What's so bad about calling private APIs? I get why Apple doesn't want it, but as a user I don't care.
The sandbox prevents apps from pulling in native code over the network. The OS won't allow pages to be marked as executable unless the code is signed by Apple.
Apple's refusal to support XPC and the ability for apps to launch secondary processes is the real underlying issue here. Being able to separate out execution and process permissions from the main app solves a ton of third-party SDK issues as well as just normal "why is my app crashing because of decoding?"-style issues.
Notably on iOS there's no good way to isolate unsafe native libraries from the rest of your app without violating app store policies, because Apple enforces apps to be single process and doesn't allow use of its own sandboxing apis.
I still have hopes that Apple cares enough and finds a way to whitelist the JSC lib somehow.
Not sure exactly how that would work, because permissions to allocate executable memory is given per process on iOS. But I guess they could inspect the call stack to see if the allocating call indeed comes from the built-in JSC lib?

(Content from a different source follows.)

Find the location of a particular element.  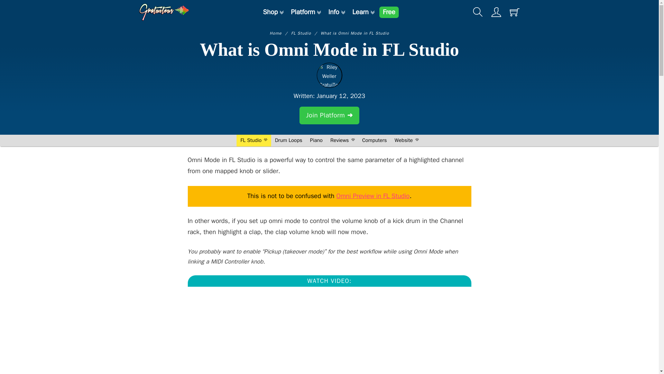

Free is located at coordinates (389, 12).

It seems that Corona (the iOS 5.0.1 untether), at least, does allow an App Store application to call exec(). I am honestly not certain why that is allowed... I am, however, also not entirely certain whether that is normally disallowed: it might actually not be considered a problem by Apple.
The reason why I point out that there might actually not normally be a restriction against exec() is that I just tested using fork() on my iOS 5.0.1 iPhone 4S using Corona (Absinthe 0.4) and, in fact, you can't call that from an App Store application. (So, the sandbox works. ;P)
To test, I ran Facebook, then used `cycript -p Facebook` to inject a console into that process (using cycript, my JavaScript/Objective-C hybrid shell). I then ran `new Functor(dlsym(RTLD_DEFAULT, "fork"), "v")()` to get a reference to and call the fork system call stub from libSystem (libc).
The sandbox daemon was then asked by the kernel to verify whether that process was allowed to fork, and as it was not I got the following log message and the process was denied. (I say "denied" as it was not killed: it just got -1 from fork() with EPERM.)
Jun 18 15:00:16 Transponder sandboxd[768]: Facebook(759) deny process-fork
Moving on, your comparison to SELinux is, AFAIK, fairly accurate; on Ubuntu, AppArmor is also a similar system to the Apple sandbox (and, transitively, SELinux). It should be pointed out, however, that these systems are also per-process: I can still install things on the computer and mark them "no limits".
As for your other comments, App Store applications on jailbroken devices still cannot snoop into your keychain, mail, or the data stored for other applications such as Facebook. They do have access to your camera roll, but that is true of non-jailbroken devices as well (this is fixed on iOS 6).
Finally, you are correct in that installing a .deb on your system is handing the packager the equivalent of a temporary root shell on your device: in addition to installing arbitrary code with the package (the point of installing it at all), it gets to actually run scripts as root during the (un)installation itself.